Posts with mentions or reviews of pdp7-unix. We have used some of these posts to build our list of alternatives and similar projects. The last one was on 2023-08-25.
  • Making NetBSD Multiboot-Compatible (2007)
    3 projects | news.ycombinator.com | 25 Aug 2023
    TIL there is a version of UNIX for PDP-7, and PDP-7 did not have MMU, therefore UNIX by definition do not require MMU, and that version of UNIX had been archeologied in a runnable form on GitHub[1]

    1: https://github.com/DoctorWkt/pdp7-unix

  • Unix Edition Zero
    4 projects | news.ycombinator.com | 15 Feb 2023
  • Where to find the original Unix image file?
    1 project | /r/unix | 1 Jan 2023
    I've never heard of a copy being used outside of the original authors' site. However, it can be built from source code and run on a PDP-7 emulator. https://github.com/DoctorWkt/pdp7-unix.
  • Apple M1 Assembly Language Hello World
    6 projects | news.ycombinator.com | 14 Jan 2021
    Well first of all I was wrong -- the PDP7 did have syscalls, I'm just bad at reading PDP7 assembly and missed the dispatcher. Curiously, it looks like the sequence is entirely different, although there could be some magic that makes the order different than it appears at first glance.

    https://github.com/DoctorWkt/pdp7-unix/blob/master/src/sys/s...

    It's all just guessing, but I figure the explanation is much simpler -- for PDP11 UNIX, they just kept using the same syscalls up till V7 / 2BSD, and there should have been a sort of "rolling release" binary compatibility. For the VAX, the first port (32v) probably just retained the original numbering since there was no reason to deviate from it, which colored 3BSD and 4BSD, hence {Net,Free,Open}BSD and Darwin and friends.

    Worth pointing out that several versions of Linux have rather different syscall tables. 32 bit ARM and x86 are more-or-less matches, with ARM differing on a few early syscalls, while 64 bit ARM and amd64 differing quite dramatically. The old ABI for 32bit MIPS also matches, but both the n32 and n64 ABIs use slightly variant syscall tables. PowerPC 32/64 bit is also a close match, although it has some impedance (I think it matches closer to AIX by design)

    At the end of the day, I think the similarity is mostly a mixture of coincidence, system developers being influenced by their bootstrap system's syscall tables, and no real reason to change them up.

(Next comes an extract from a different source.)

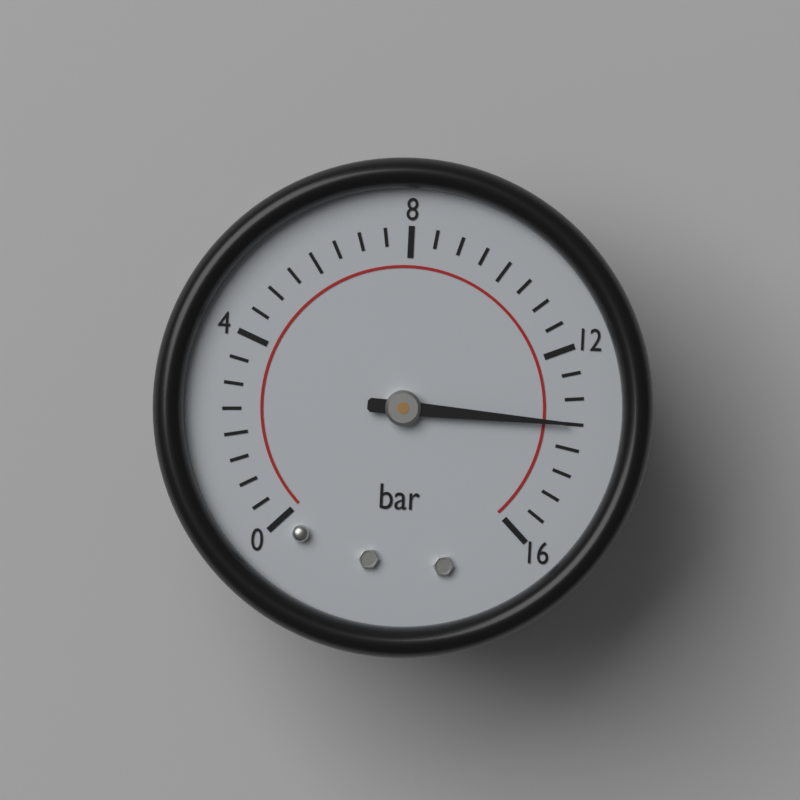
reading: 13.5 bar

No reason to not change them, either, since it's pretty trivial to use different dispatch tables for different types of processes, like how the BSD's handle other-OS compat.

LiteBSD

Posts with mentions or reviews of LiteBSD. We have used some of these posts to build our list of alternatives and similar projects. The last one was on 2023-08-25.
  • Making NetBSD Multiboot-Compatible (2007)
    3 projects | news.ycombinator.com | 25 Aug 2023
    MMU is also responsible for translating between physical and virtual memory addresses. Making virtual memory support optional is a non-trivial design goal; you're not only allowing userspace to peek at (or straight up overwrite) kernel memory, you also need every executable to be a PIE, or to swap it out to disk as a part of a context switch.

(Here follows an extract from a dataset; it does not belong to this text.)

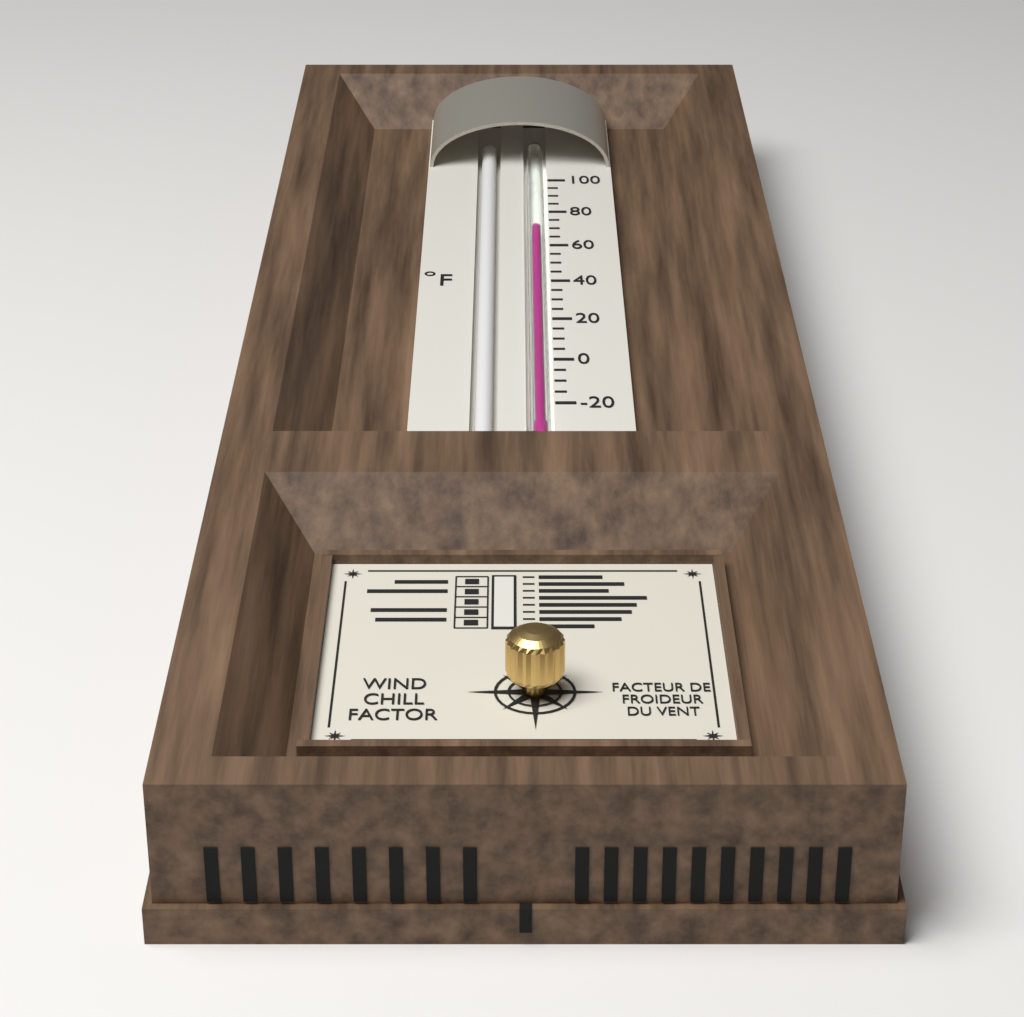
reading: 70 °F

    Check out RetroBSD <https://github.com/RetroBSD/retrobsd> and LiteBSD <https://github.com/sergev/LiteBSD>; there's a PID 0 (or 1? IIRC) that is called the "swapper" process, which is in charge of implementing the context switching. Fascinating stuff!

  • vs. 386SX
    3 projects | news.ycombinator.com | 19 Aug 2021
  • NetBSD Explained: The Unix System That Can Run on Anything
    1 project | news.ycombinator.com | 18 Aug 2021

What are some alternatives?

When comparing pdp7-unix and LiteBSD you can also consider the following projects:

m1n1 - A bootloader and experimentation playground for Apple Silicon

scummvm - ScummVM main repository

HelloSilicon - An introduction to ARM64 assembly on Apple Silicon Macs

retrobsd - Main RetroBSD Operating System

unix-history-repo - Continuous Unix commit history from 1970 until today

unix-jun72 - The working source code to PDP-11 Unix from 1972.